3 - French Navy (Ph Tailliez J. Cousteau, F. Dumas.)
4 - G. Frondeville
5 - DEGUWA (German Society for Underwater Archaeology) and the Tunisian National Heritage Institute)
Site identification
Dating and means:The second quarter of the first century BC, ceramics. The dating was complicated by the presence of a large number of works of art dating Hellenistic style which spans half a century. The study ceramics allowed dating.

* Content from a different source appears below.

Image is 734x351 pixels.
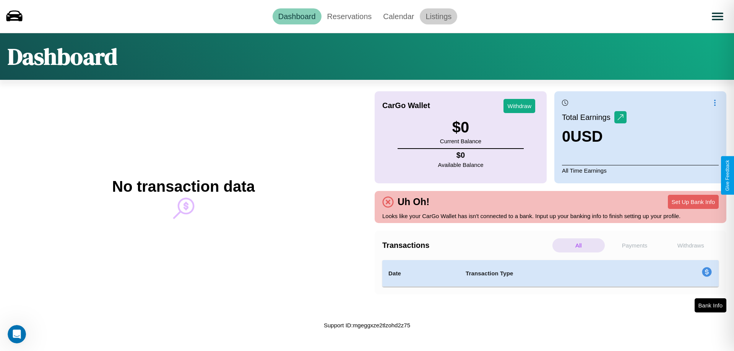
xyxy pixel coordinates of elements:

Origin (cultural context):Merchantman Greek or Roman, transportation of works of art of Greece to Italy (?)
Return of the vessel
Length preserved / restored from the keel:26 m
Total length preserved / restored:Length returned 40.6 m
Width preserved / restored:Maximum width returned 13.8 m
Wood species identified:Orme (keel and planking).

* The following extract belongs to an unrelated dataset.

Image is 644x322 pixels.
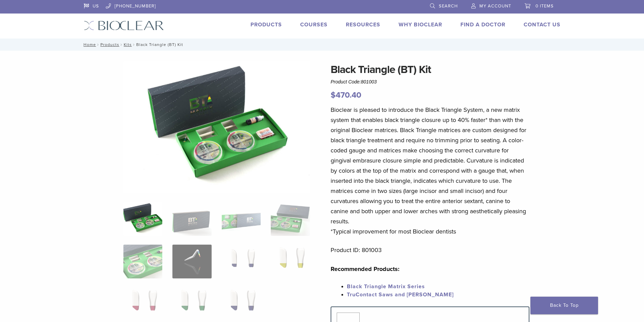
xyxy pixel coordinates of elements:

Design principle:Wood freeboard assembly system tenons, tongues and ankles.
Short description of the structures:Double planking, frames measuring 15 x 15 cm, shell lined lead.
Archaeological material
Inventory of items: fixed equipment for use:A large number of nails bronze elements bilge pump.
Inventory of items: mobile equipment for use:5 anchors Kapitan kind 3c Kedge lead with a total weight of 13 tons. Five wheels, two type Olynthe (mill lever) and three types of mill turn. Including full rotary grinder probably used on board and the other stones perhaps as ballast (poor), five tiles (teulae mammatae), 5 amphorae Kos, a Punic amphora, a Spanish amphora amphorae Dressel and two 1 / Will 4 and an amphora Dressel 1 / Will 4b, two cylindrical weights gray marble.

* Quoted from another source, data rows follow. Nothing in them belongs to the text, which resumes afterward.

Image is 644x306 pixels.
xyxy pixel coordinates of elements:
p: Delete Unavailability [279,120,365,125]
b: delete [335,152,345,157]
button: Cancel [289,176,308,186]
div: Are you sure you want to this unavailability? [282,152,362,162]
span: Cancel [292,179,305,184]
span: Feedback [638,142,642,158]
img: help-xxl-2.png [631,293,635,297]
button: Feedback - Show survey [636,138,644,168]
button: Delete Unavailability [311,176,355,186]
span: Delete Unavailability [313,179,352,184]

Inventory of items: artillery and heavy weapons:Six bronze elements of a catapult
Inventory of items: personal items:Four bronze coins, tableware including a dish of black patent Campana type and Pompeian red stove.
Inventory of items: cargo:70 barrels marble columns (Hymettan and Pentelic), 3 Doric capitals, more than twenty Ionic, ionic bases, 18 capitals lion-headed griffin marble candelabra 5, 4 craters marble, ten statues or fragments of Parian marble statue (one Aphrodite), 5 Greek inscriptions from Athens, many bronzes including a bust of Hermes signed Boethos of Chalcedon and a statue of a child identified as Agon or Eros, two frames decoration depicting Dionysus and Ariadne, a statuette of Hermes 3 dwarfs dancing Eros (wheel) playing the harp, two candlesticks holders representing Eros, the other a Hermaphrodite, 2 small statuettes satyr, two figures of actors, 4 sconces and a bust of Athena with a winged victory, a series of wall, with two beds and numbered fulcra feet with identical to those found on the wreck of the Greek figures Fourmigue C, three chandeliers, lamps one, two or three burners, a basin coal rolling, 17 bronze vessels, 12 ingots of lead mines in the Iberian Peninsula including 3 producers are identified: Atellius Gnaeus, Marcus Planius, Lucius Planius .
Summary of the contributions of the search:This is probably the transport of material from looting or commercial operation from Piraeus to 80-90 BC This operation occurring after the time of the barbarian conquest (86 BC) and the looting of Athens by Roman troops commanded by Sulla.